July 28, 2023
Summer in Paris means only one thing: taking August off. We're sharing our summer reading list before we head out.
We also want to extend a special thanks to our members for their support and especially for their contributions! At our last gathering, Roses Gabor treated us to a sound bath, and today, Kristi Cameron treats us to her fiction recommendations. If you prefer non-fiction, like me, then read the full article for mine.
Carrie Soto Is Back by Taylor Jenkins Reid
There are two schools of thought about summer reading--one, you finally have time to read the tome that's been waiting patiently in your TBR. But having just spent 6 months slogging through a novel that shall not be named, I'm more in the mood for that second kind of summer book--the one that practically reads itself. Carrie Soto Is Back fits the bill. I'd read a couple of books by Reid before and not been smitten the way so many others seem to have been. But this portrait of a cutthroat competitor is brilliant, with all the pace and tension of a great tennis match. And you don't have to love the game to love this book, though I do, and nothing puts me in a summer state of mind like witnessing a tennis match--even on the page.
The Custom of the Country by Edith Wharton
Written in 1913, reads like it was just published. Ambitious social climber Undine Spragg uses her looks, her style and anyone in her path to get what she wants. Spragg flouts convention and pivots from scandals that would bury the average woman, propelling herself further upward. I defy you to read it without a certain reality TV star or royal outcast in mind. Like theirs, Spragg's story is hard to turn away from.
The Searcher by Tana French
Honestly, you could pick up any one of French's novels--they're all engrossing with loaded plots and complex characters. But The Searcher, her more recent, is slightly different from the others. It features American cop Hal Cooper, who has retired to a village in Ireland. I always like a good mystery, though they tend to stretch credulity in some fundamental way. That doesn't happen with French. In this case, the Irish village and its people were so vividly rendered, I felt like I was living among them--and I was every bit as committed as Cooper to getting to the bottom of what's been plaguing the place.
Replace Me by Amber Husain
If you didn’t read our recommendation for this the first time because it was buried at the bottom of an AI-generated email, the notion of which filled you with disgust, then I’m sorry you missed the joke, and here it is again. From the workplace to our personal relationships, anxieties about being replaced have come to dominate the late-capitalist psyche. In Replace Me, author Amber Husain repudiates the myths of replacement and celebrates the political possibilities inherent in embracing our own replaceability. Clocking in at a slender 128 pages fits delightfully into the tiny beach tote.
Capitalist Realism: Is there no alternative? by Mark Fisher
Also fits in your beach tote at 81 pages, but that’s the only sense in which this book could be called “light.” Fisher takes as his point of departure the quote from Frederic Jameson, that “it’s easier to imagine the end of the world than the end of capitalism,” alternatively expressed by Margaret Thatcher as “there is no alternative” aka TINA.
He politicizes mental health (we now realize our anxieties are no more natural than the weather), describes teenagers’ depressive hedonia (an inability to do anything other than seek pleasure— even as their own rates of mental illness skyrocket), and suggests that we’ve moved from Foucault’s figure of discipline as the worker/prisoner to a new figure of control: the debtor/addict. As salient now as it was when it was written, its call for an alternative has never felt more urgent, as the growing cracks in this realist foundation create growing opportunity— and who will capture it remains up to us.
Bonus playlist from famed music critic Sasha Frere Jones, who cataloged all the songs Mark Fisher mentioned in his writings. A very long, strange, and weirdly wonderful trip.
Utopia of Rules: On Technology, Stupidity, and the Secret Joys of Bureaucracy by David Graeber
Another long-ish pamphlet for those of you who like to travel light but also love relaxing with an actual physical book. A refreshing alternative to his usual tomes, Utopia is both intensely relatable and a delightful explanation of the maddening experiences of bureaucracy, as well as those masquerading as “customer service.” I especially love his description of the world-changing technologies we dreamed of as kids and why most of them— like jet packs and flying cars— have never appeared.
In the chapter “Dead Zones of the Imagination,” he draws on feminist theory to explain the interpretive labor that those who are potential victims of systemic violence go through to avoid being victimized by those who hold arbitrary power over them. Draining work for those forced to do it; in the end, it leads people to naturally identify with those who hold power: “What we talk about in terms of ‘belief’ are simply the psychological techniques people develop to accommodate themselves to this reality.”
A wave of exhaustion swept over me reading that and reflecting on my time spent in the male-dominated corporate world. It ushered in a strong desire to accommodate myself to some great fiction and ocean waves instead. I hope you will too!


* EXERCISE AIM
Would you return each record that follows word for word, without its pictures?

*** PROVIDED MATERIAL Section Begins ***

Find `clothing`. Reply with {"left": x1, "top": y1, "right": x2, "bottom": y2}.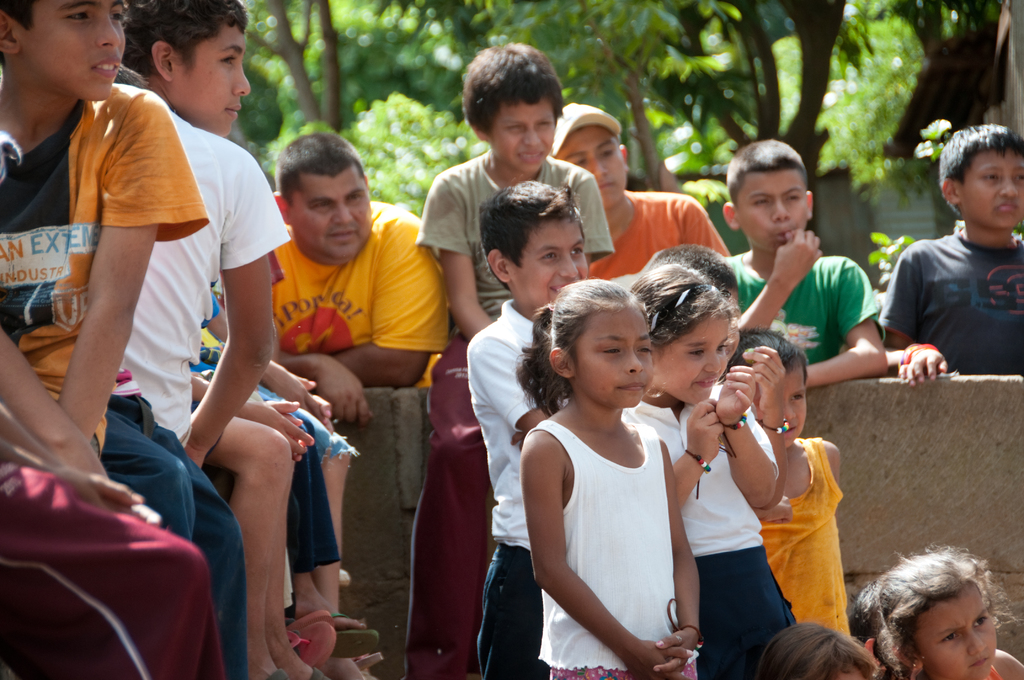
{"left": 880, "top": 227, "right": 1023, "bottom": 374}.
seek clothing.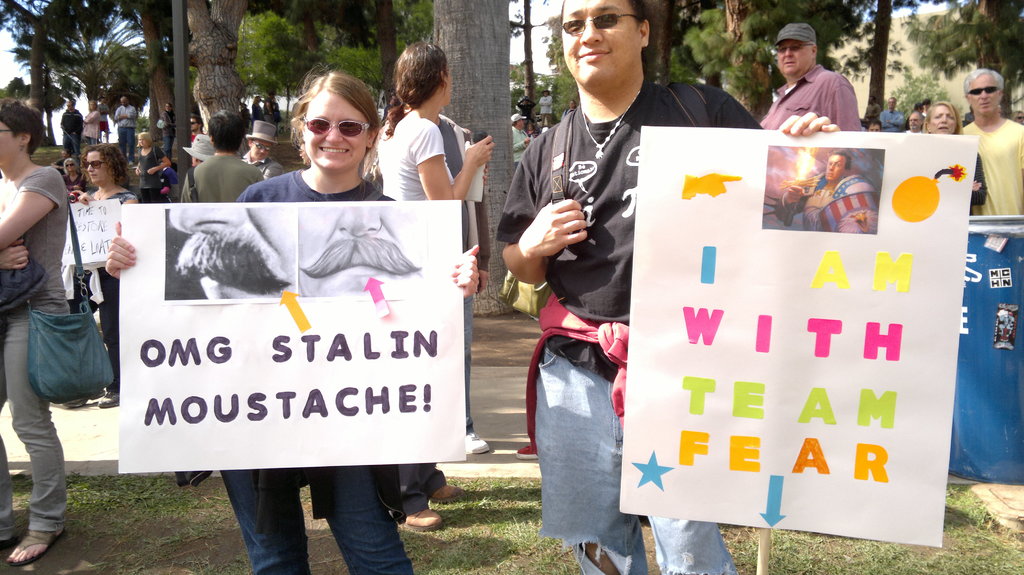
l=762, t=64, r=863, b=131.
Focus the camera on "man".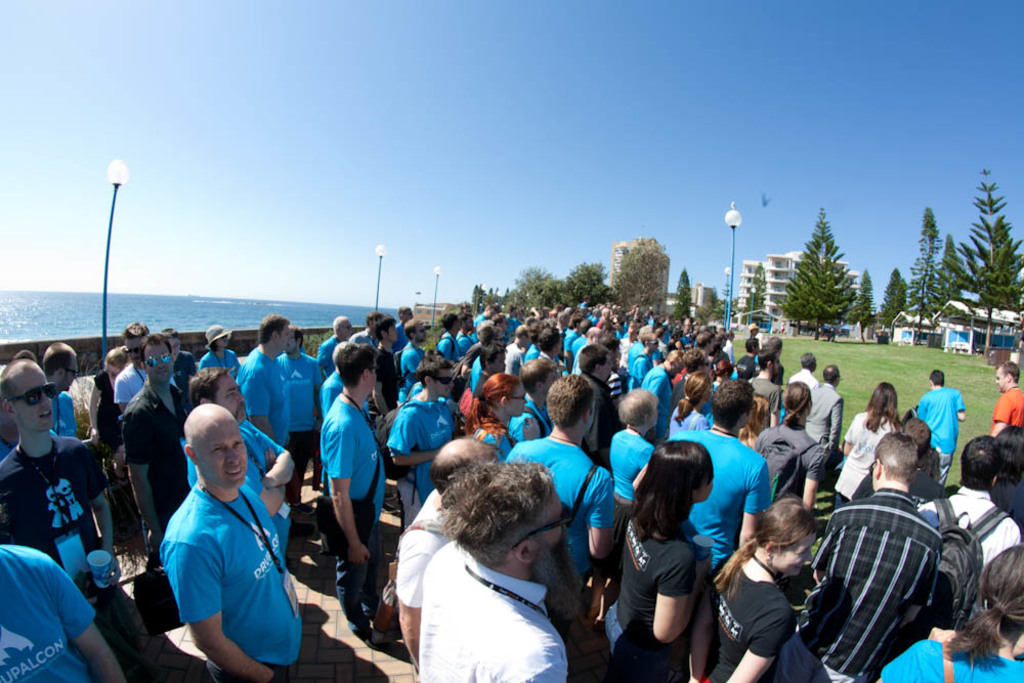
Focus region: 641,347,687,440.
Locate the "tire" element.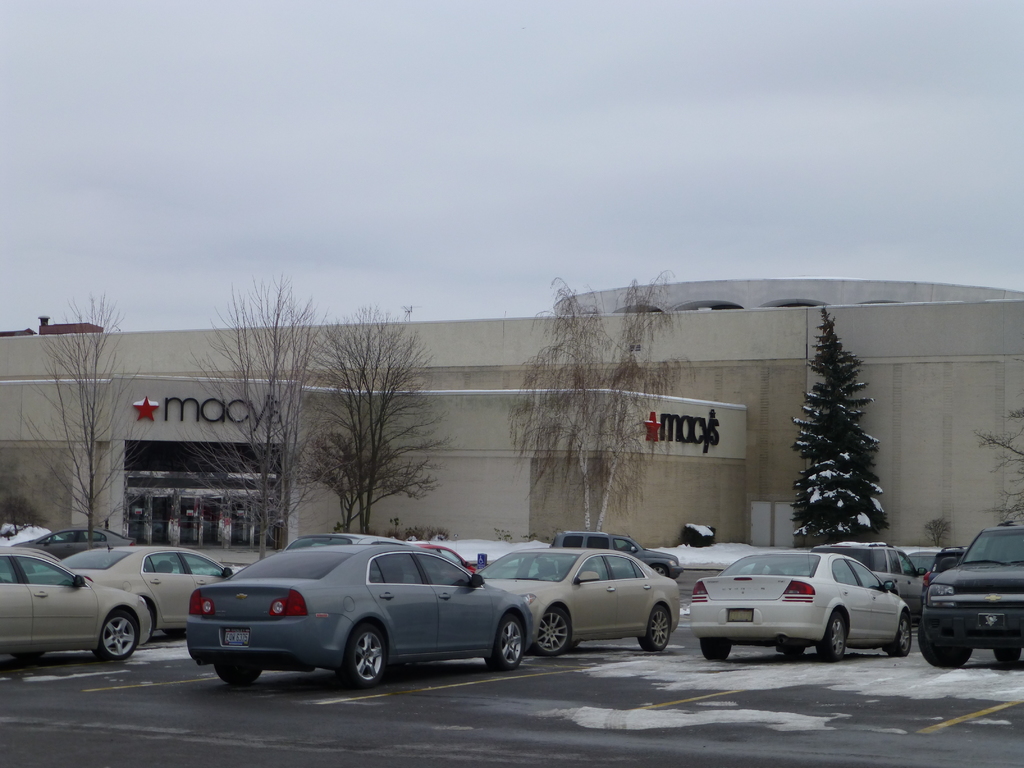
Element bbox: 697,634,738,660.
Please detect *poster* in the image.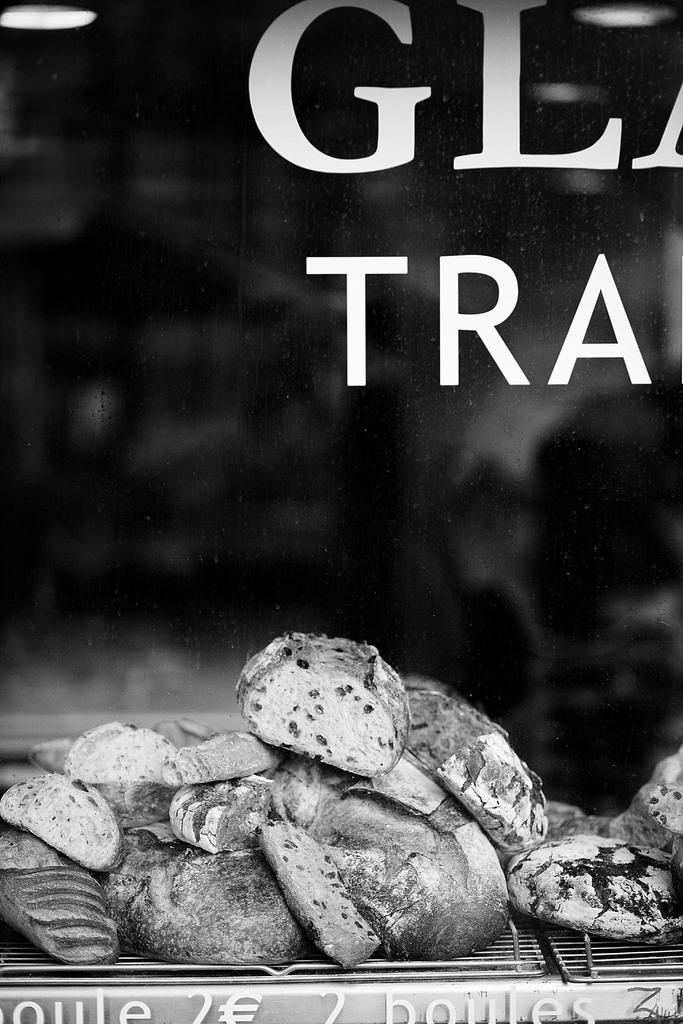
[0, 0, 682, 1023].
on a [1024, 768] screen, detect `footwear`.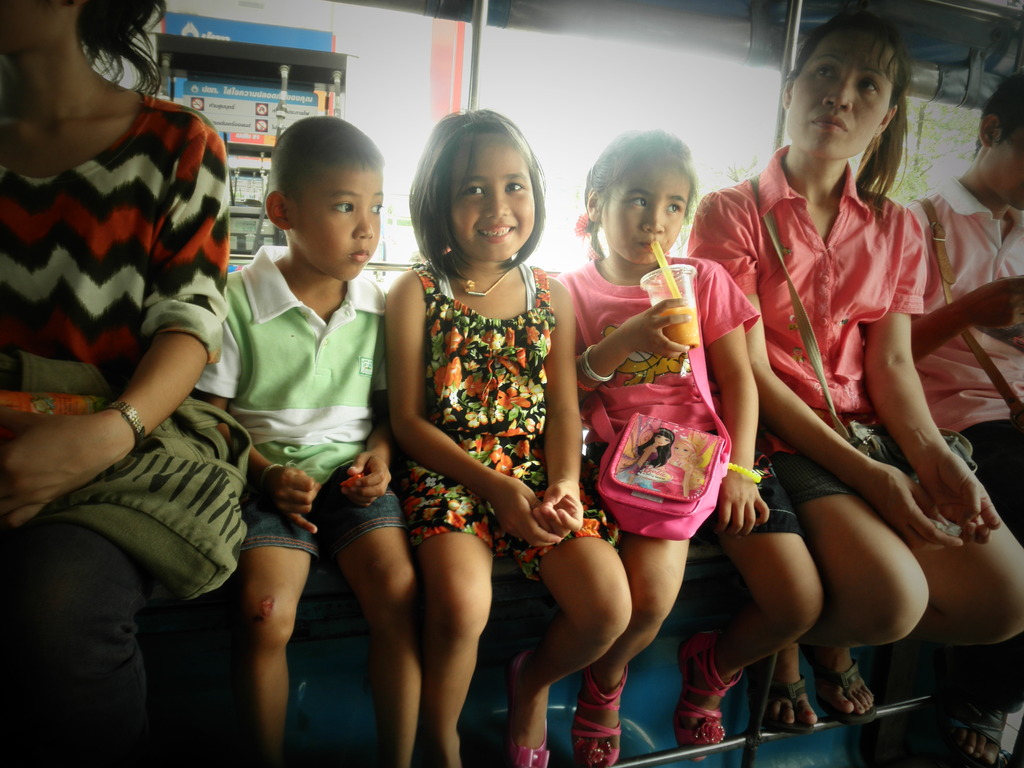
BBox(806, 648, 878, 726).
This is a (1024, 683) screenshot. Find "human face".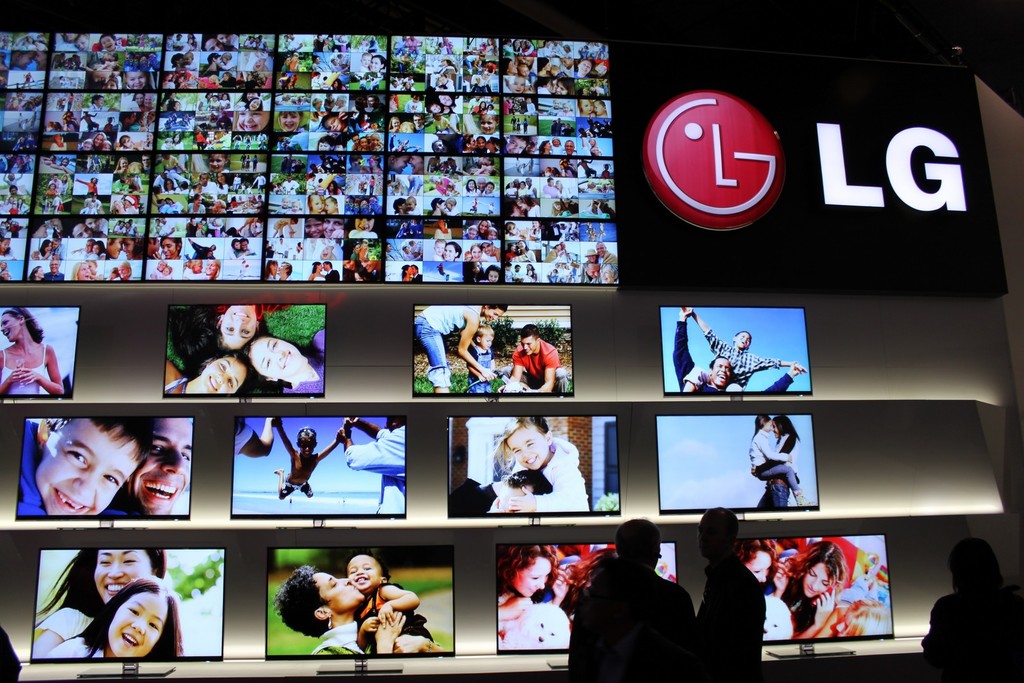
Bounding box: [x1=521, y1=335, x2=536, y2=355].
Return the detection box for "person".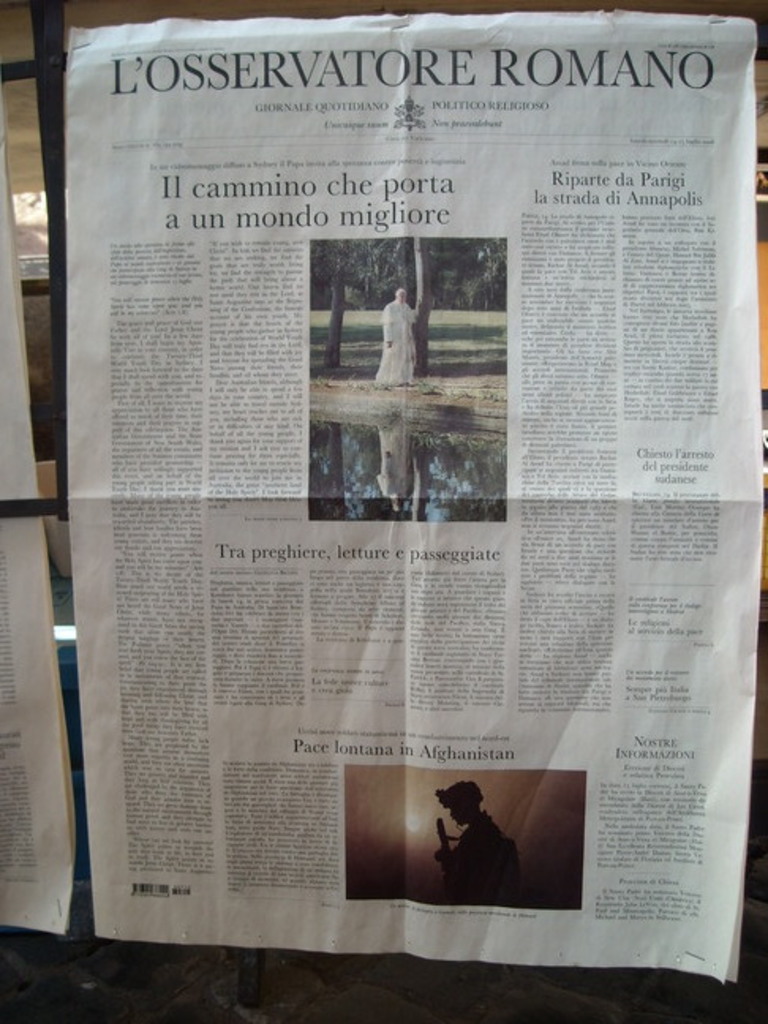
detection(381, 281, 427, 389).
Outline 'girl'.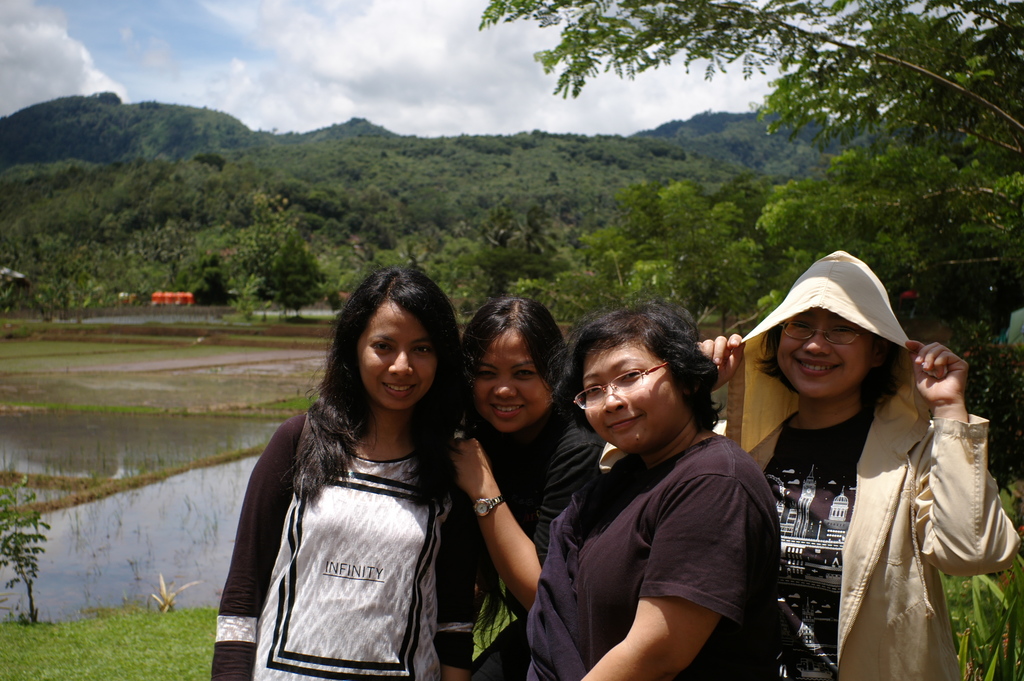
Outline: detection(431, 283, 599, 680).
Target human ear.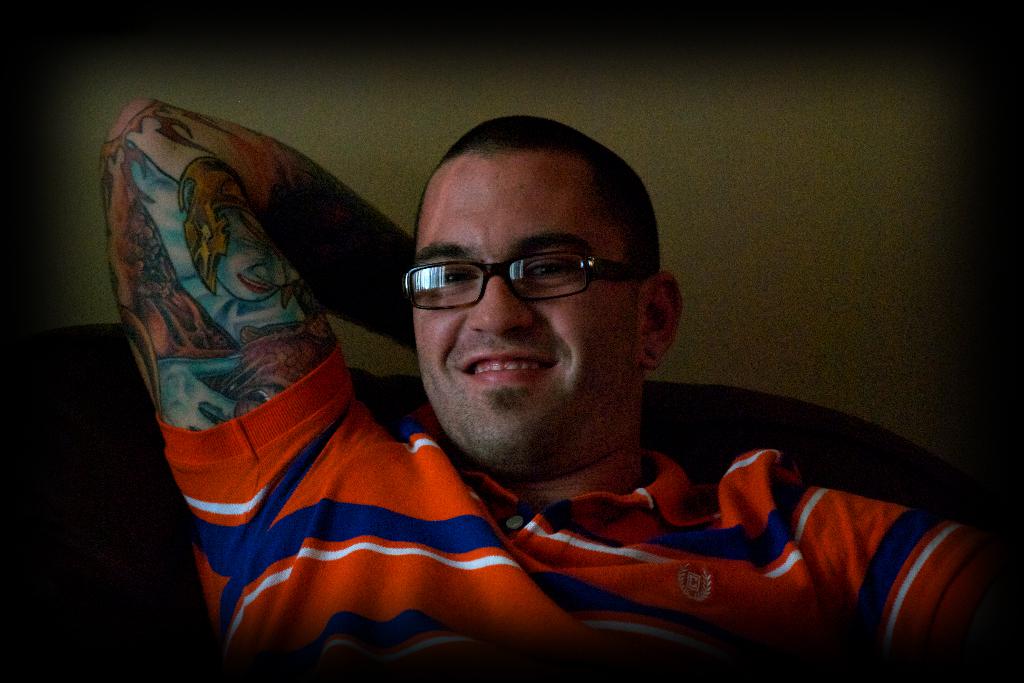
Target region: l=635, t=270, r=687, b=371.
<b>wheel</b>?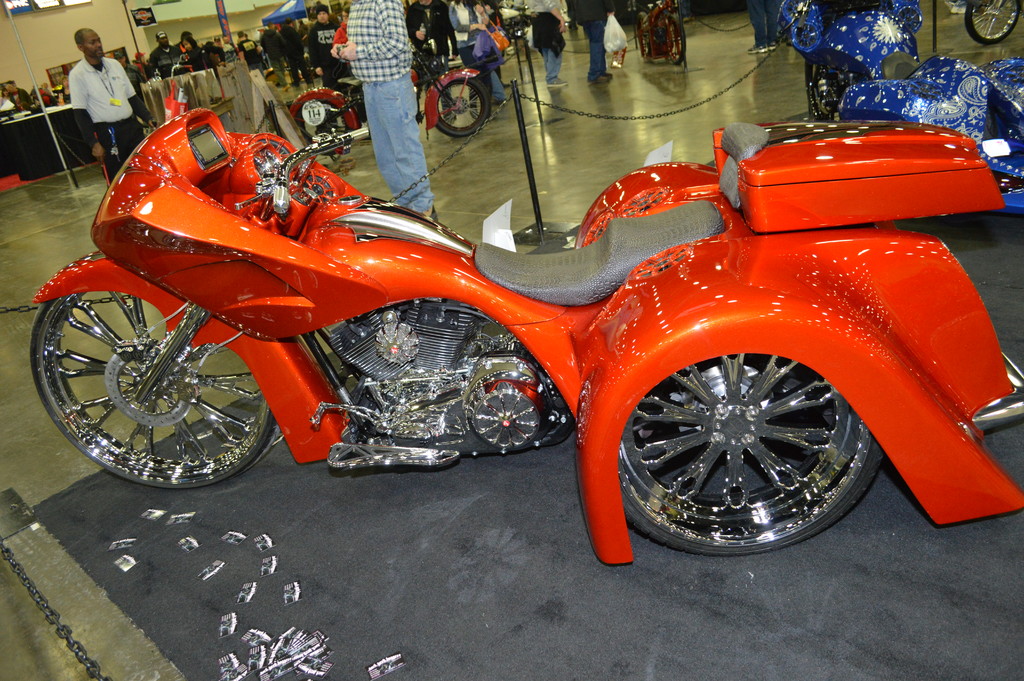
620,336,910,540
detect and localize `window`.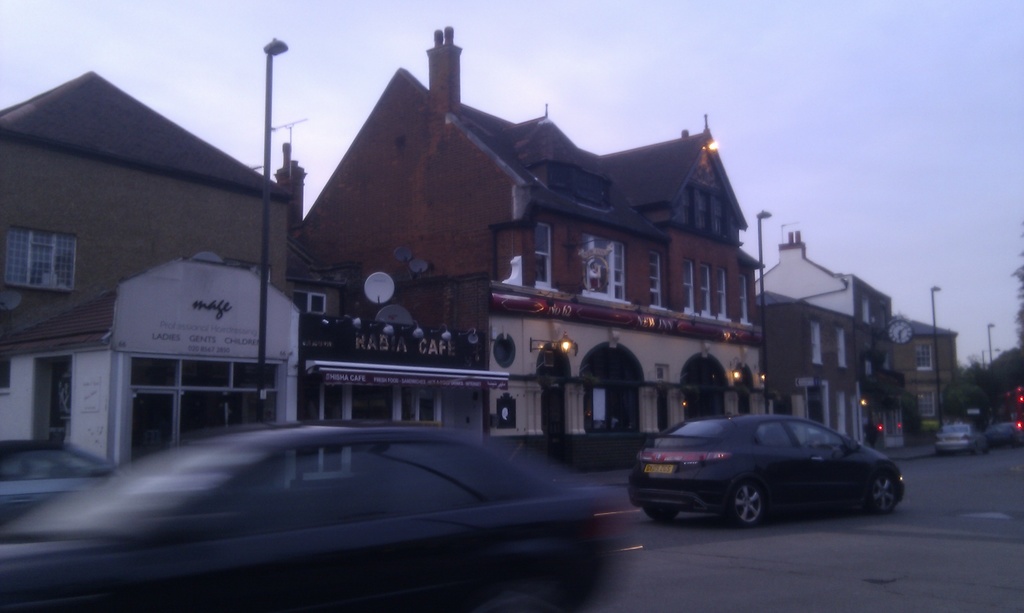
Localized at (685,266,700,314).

*** PROVIDED MATERIAL Section Ends ***

* ANSWER TO THE PROBLEM
Find `clothing`. Reply with {"left": x1, "top": y1, "right": x2, "bottom": y2}.
{"left": 880, "top": 227, "right": 1023, "bottom": 374}.
seek clothing.
l=762, t=64, r=863, b=131.
Focus the camera on "man".
Focus region: 641,347,687,440.
Locate the "tire" element.
Element bbox: 697,634,738,660.
Please detect *poster* in the image.
[0, 0, 682, 1023].
on a [1024, 768] screen, detect `footwear`.
BBox(806, 648, 878, 726).
This is a (1024, 683) screenshot. Find "human face".
Bounding box: [x1=521, y1=335, x2=536, y2=355].
Return the detection box for "person".
detection(381, 281, 427, 389).
Outline 'girl'.
Outline: detection(431, 283, 599, 680).
Target human ear.
Target region: l=635, t=270, r=687, b=371.
<b>wheel</b>?
620,336,910,540
detect and localize `window`.
Localized at (685,266,700,314).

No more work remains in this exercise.